How he really saw himself was as a construction engineer. Construction had made the bin Laden family fortune, $5 billion at least, from which he had inherited $25m-30m. (There had been much more, perhaps $250m, and a yearly stipend of $7m, until his native Saudi Arabia expelled him in 1991 and froze his assets; but Allah provided for his servant, and some of his several dozen half-brothers and sisters slipped him money.) In the 1980s he bought excavators, dump trucks and bulldozers, sometimes driving them himself, digging trenches for the mujahideen to fight along in Afghanistan against the Soviet invaders, blasting tunnels in the mountains for their arms dumps and field hospitals, until in 1989 the unbeliever-enemy withdrew in shame and disgrace.
He made roads in Sudan, too, when he was exiled there in the 1990s, including a new highway from Khartoum to Port Sudan. But he was mostly building his terror network, starting with the guesthouses and weapons he provided in Afghanistan through his maktab al-khidamat (“services office”), then creating al-Qaeda, “the base”. Much of this was done with Abdullah Azzam, his religious mentor; later, the terror-work was directed by Ayman al-Zawahiri and others; but it was he who first recorded, in hundreds of individual files, the details of each eager recruit, the date of arrival, what he had done for the cause. Keenly, he followed the media coverage of the atrocities he inspired, playing the world’s press like a violin when he chose. He built the brand and turned it into a global franchise; his face advertised it, even as he disappeared. If just two fighters held up a piece of cloth with “al-Qaeda” on it, he said proudly, American generals would run to the place in swarms.
His mind and approach were those of a businessman. The same caution that characterised his fugitive existence in Afghanistan and Pakistan—avoiding phones, the internet, even watches, anything that might be used to track him, slipping from cave to safe house to compound—featured in his investments, which were profitable and practical. No political ideology guided him, though he might lie for hours at night thinking, or read for most of the day. The polite, pious rich boy, who had left university without a degree, became neither an intellectual nor a visionary.

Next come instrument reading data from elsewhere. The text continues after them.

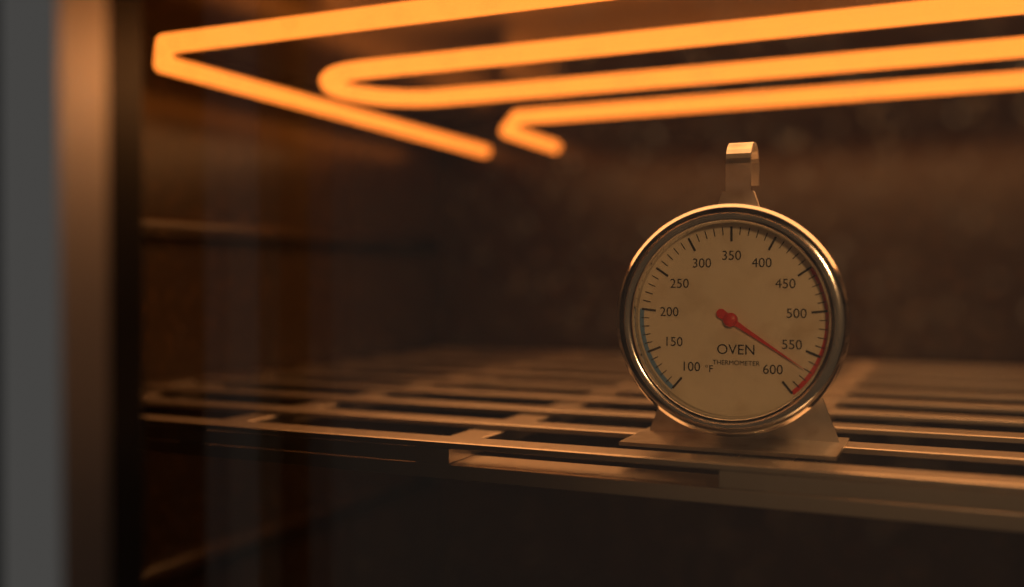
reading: 570 °F
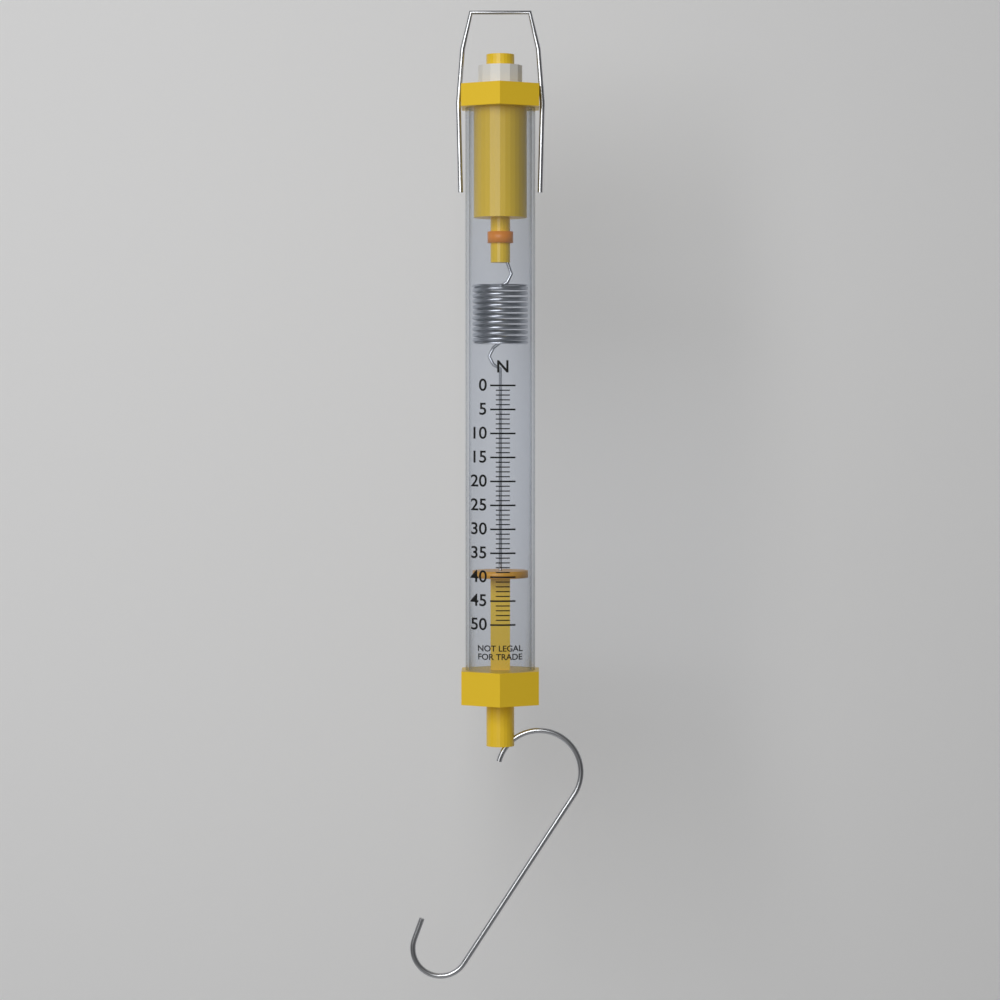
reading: 39 N
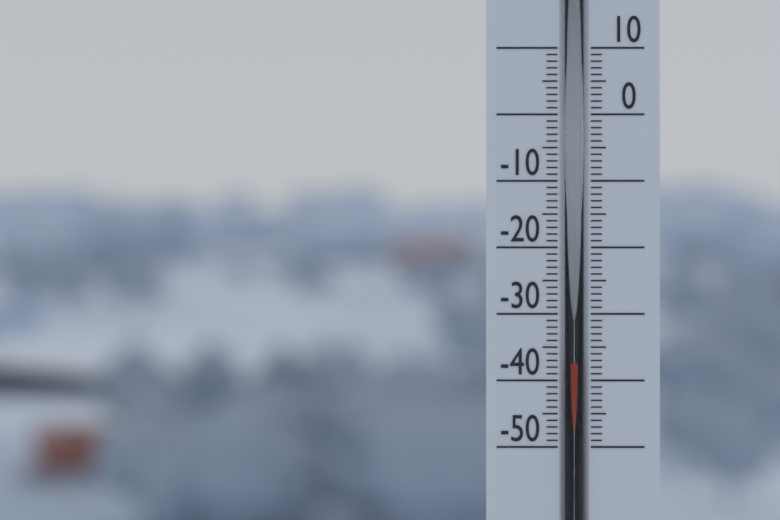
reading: -37 (no unit)
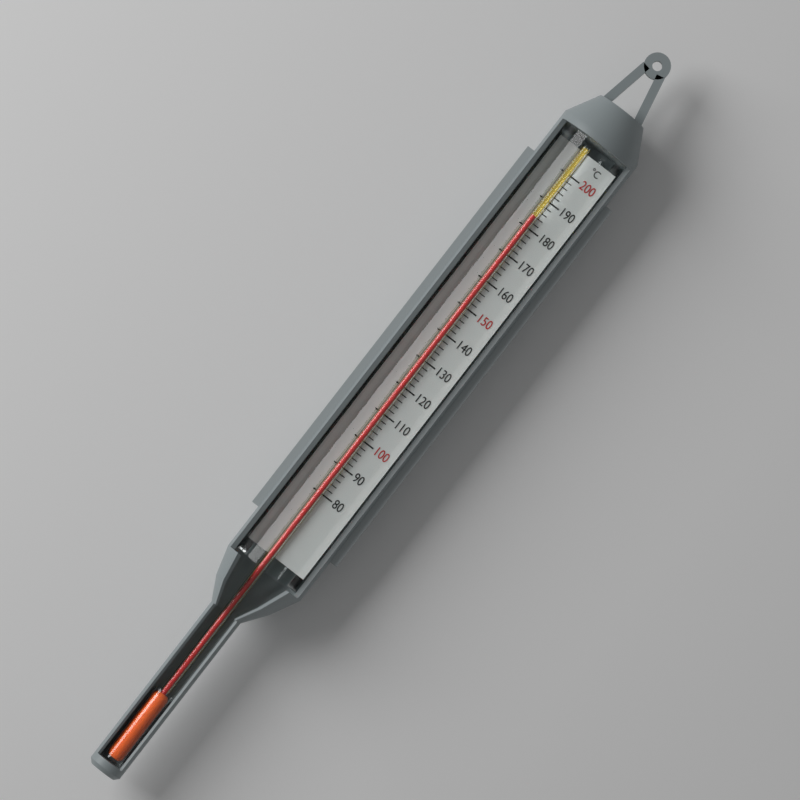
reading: 184 °C
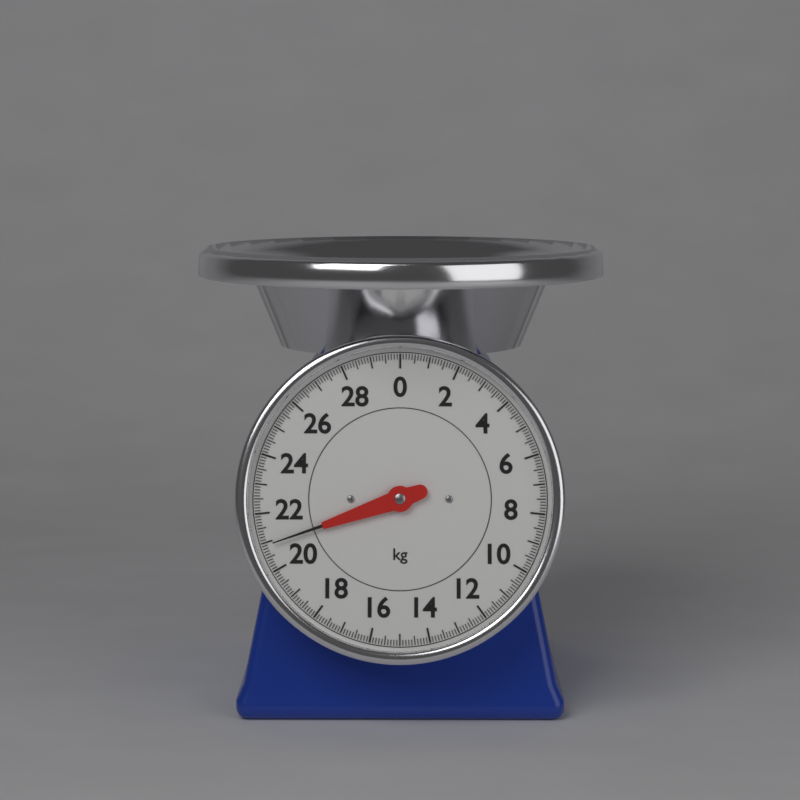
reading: 20.9 kg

Pure rage was all he needed, roused especially by the Israeli invasion of Lebanon in 1982 and the arrival of American troops in Saudi Arabia, on the holy ground of the two mosques in Mecca and Medina, in 1990. Hatred of America had tormented him for as long as he could remember. To drive out the infidels, to establish Palestine and destroy Israel, to eject the “heretics” who ruled in Saudi Arabia, to purify Islam itself with Wahhabist fundamentalism, were his ambitions. If they boiled down to a doctrine, it was a violent form of jihad, the holy duty of all Muslims, to make God’s word victorious; or just what he called “reciprocity”, an eye for an eye.
Facing the assassins
Somewhere, according to one of his five wives, was a man who loved sunflowers, and eating yogurt with honey; who took his children to the beach, and let them sleep under the stars; who enjoyed the BBC World Service and would go hunting with friends each Friday, sometimes mounted, like the Prophet, on a white horse. He liked the comparison. Yet the best thing in his life, he said, was that his jihads had destroyed the myth of all-conquering superpowers.
The price set on his head for more than a decade never bothered him, for Allah determined every breath in his body, and could ensure that the bombs dropped on his hideout at Tora Bora, or on his convoy through the mountains, never touched him. His martyr’s time would come when it came. The difference between pure Muslims and Americans, he said, was that Americans loved life, whereas Muslims loved death. Whether or not he resisted when the Crusaders’ special forces arrived, their bullets could only exalt him.